THE TASK
Please restate the data that follows word for word, with the pictures left out.

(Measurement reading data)
[Start of Attachment]
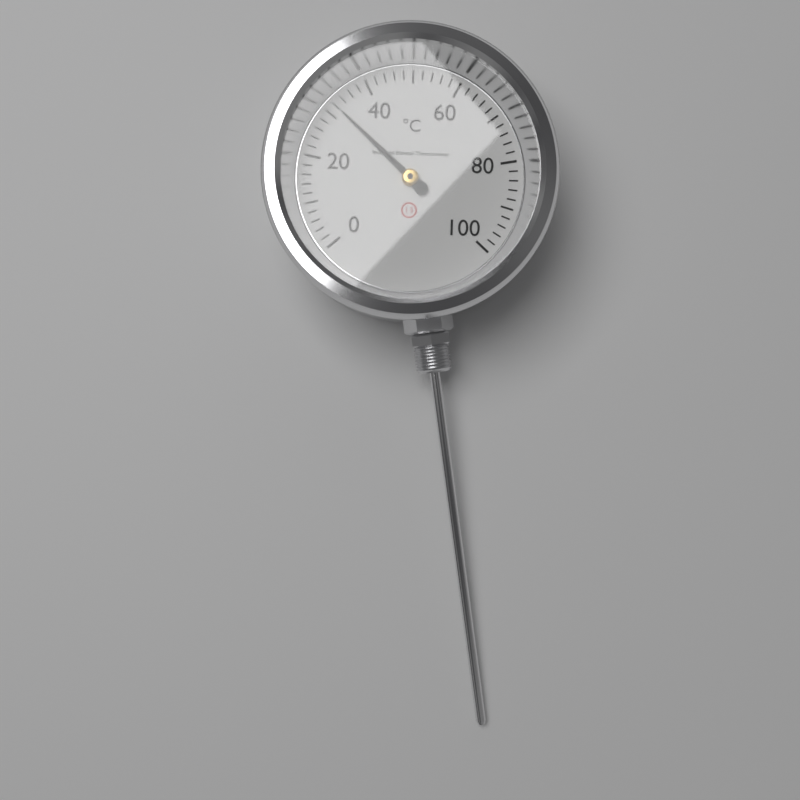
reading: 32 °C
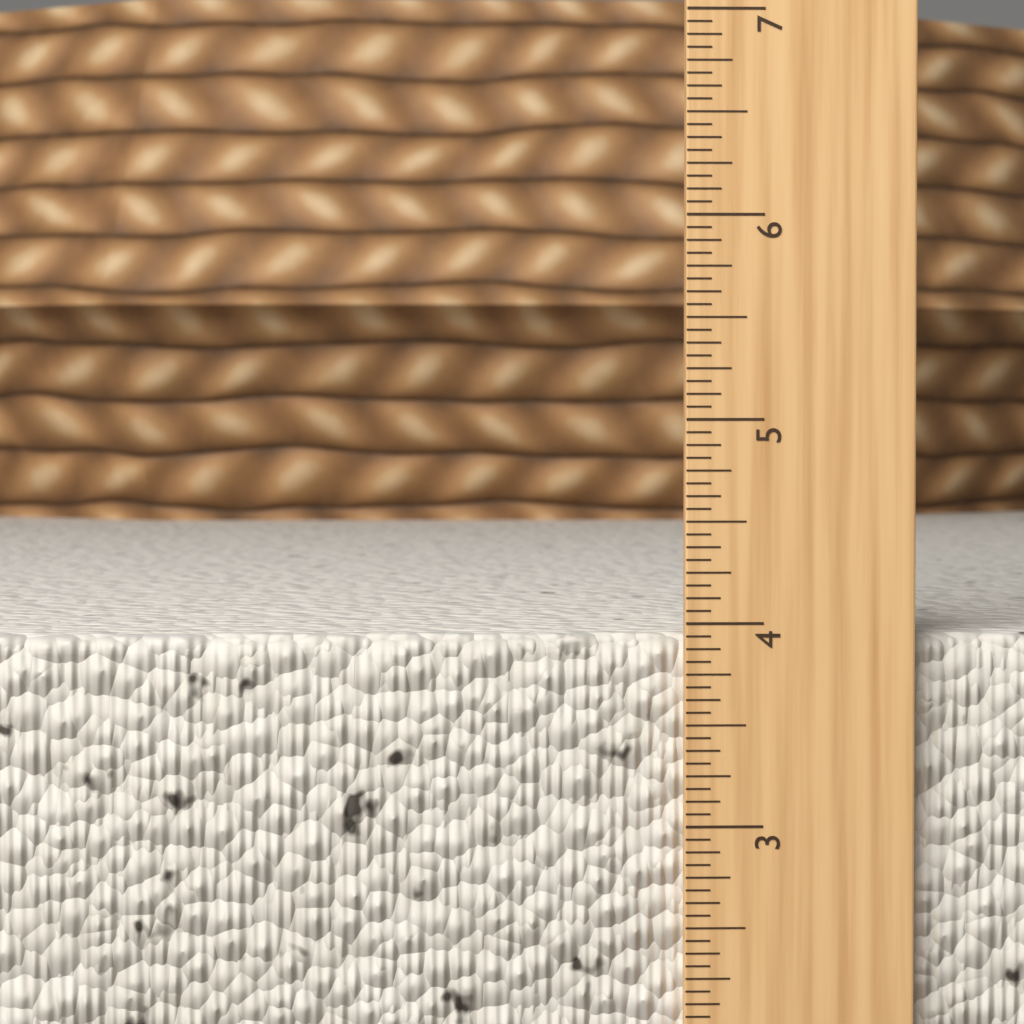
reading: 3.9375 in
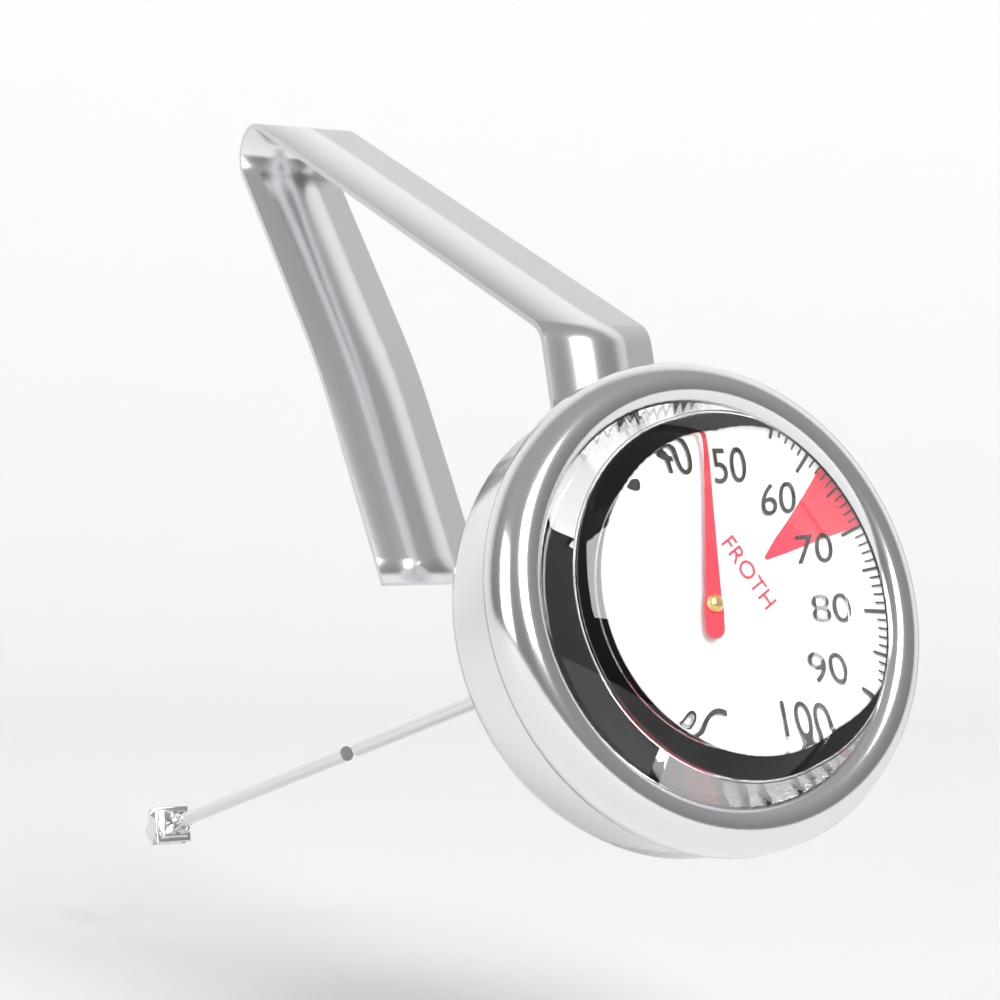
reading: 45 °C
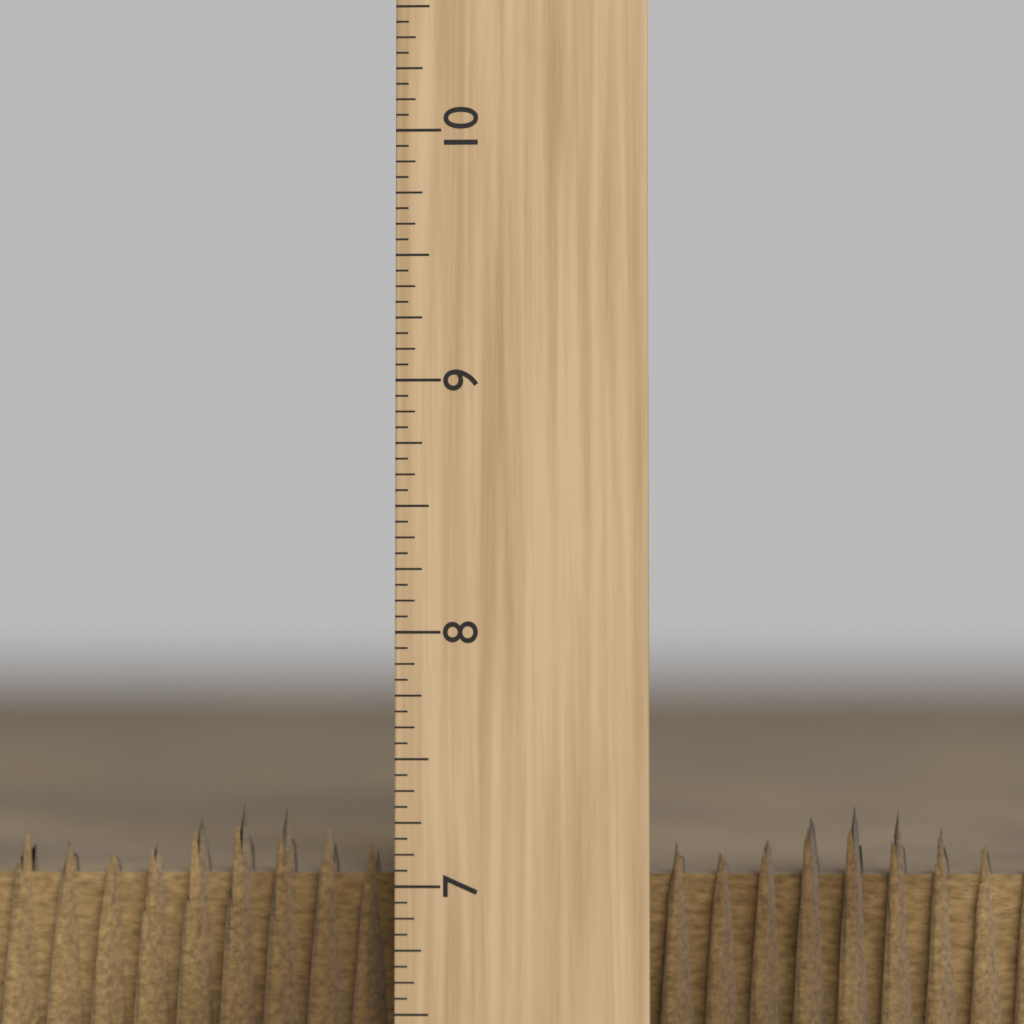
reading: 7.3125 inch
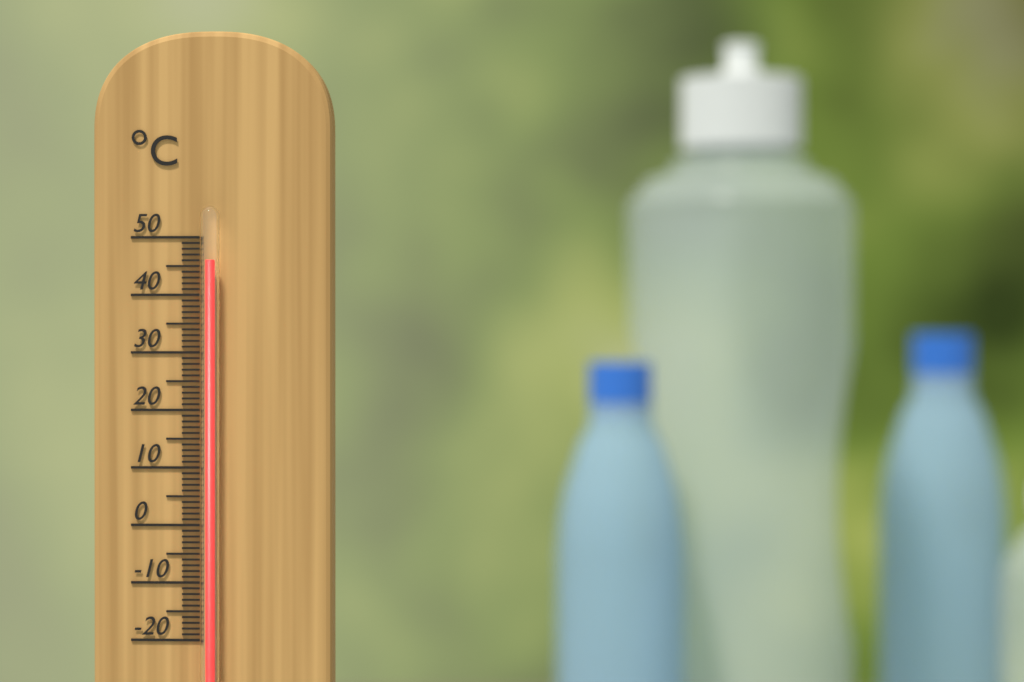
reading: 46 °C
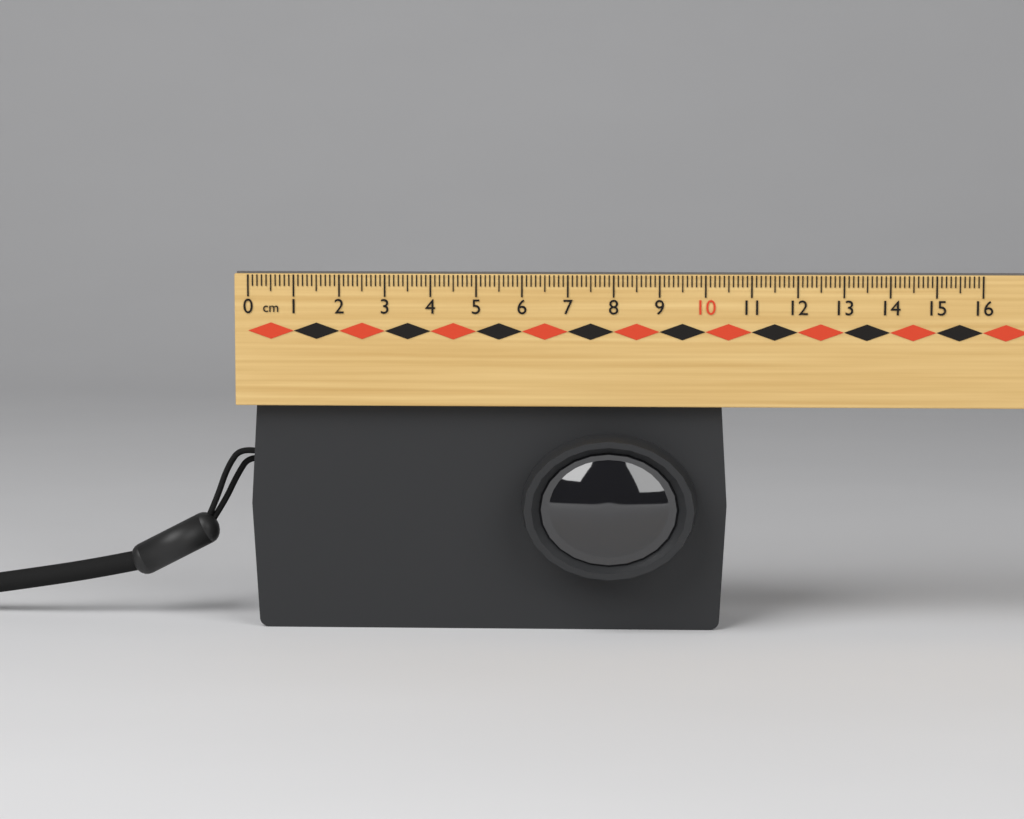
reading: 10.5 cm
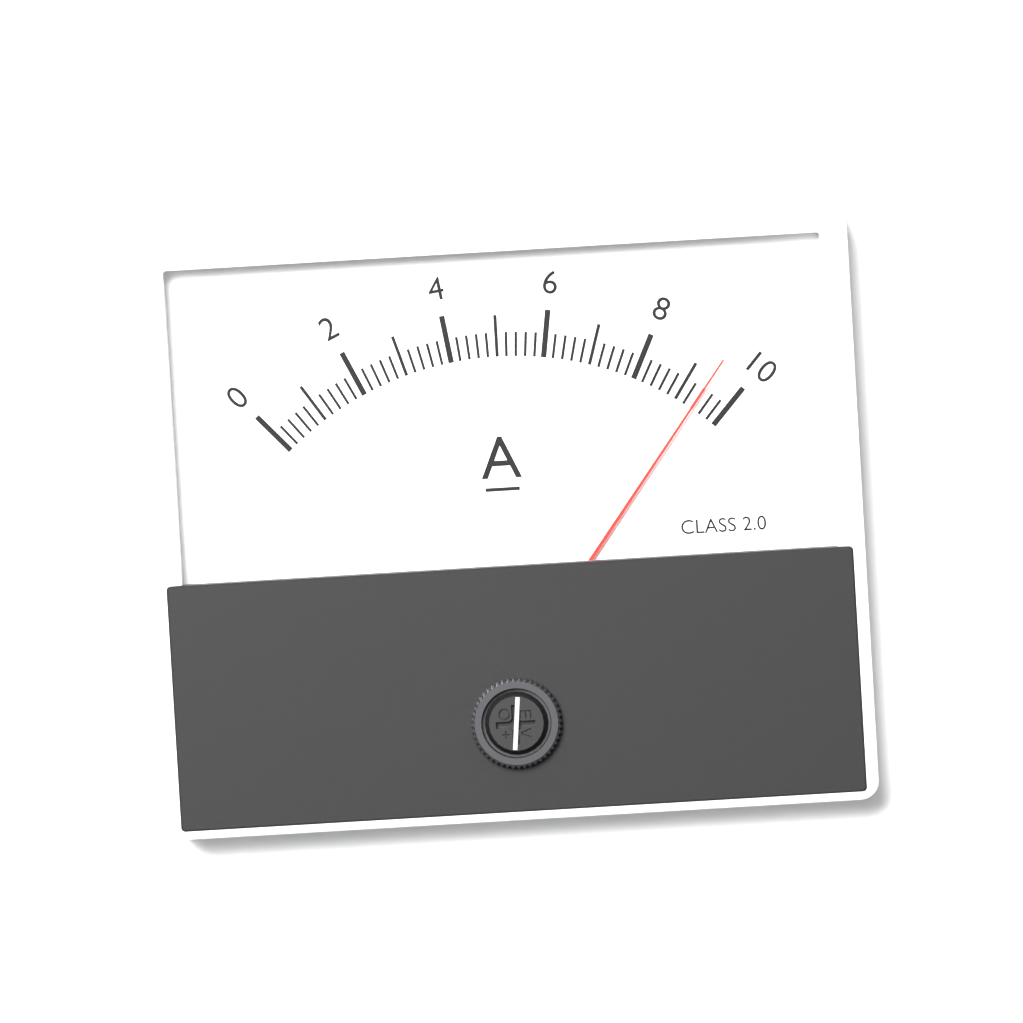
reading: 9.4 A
[End of Attachment]
ANSWER TO THE PROBLEM
reading: 32 °C
reading: 3.9375 in
reading: 45 °C
reading: 7.3125 inch
reading: 46 °C
reading: 10.5 cm
reading: 9.4 A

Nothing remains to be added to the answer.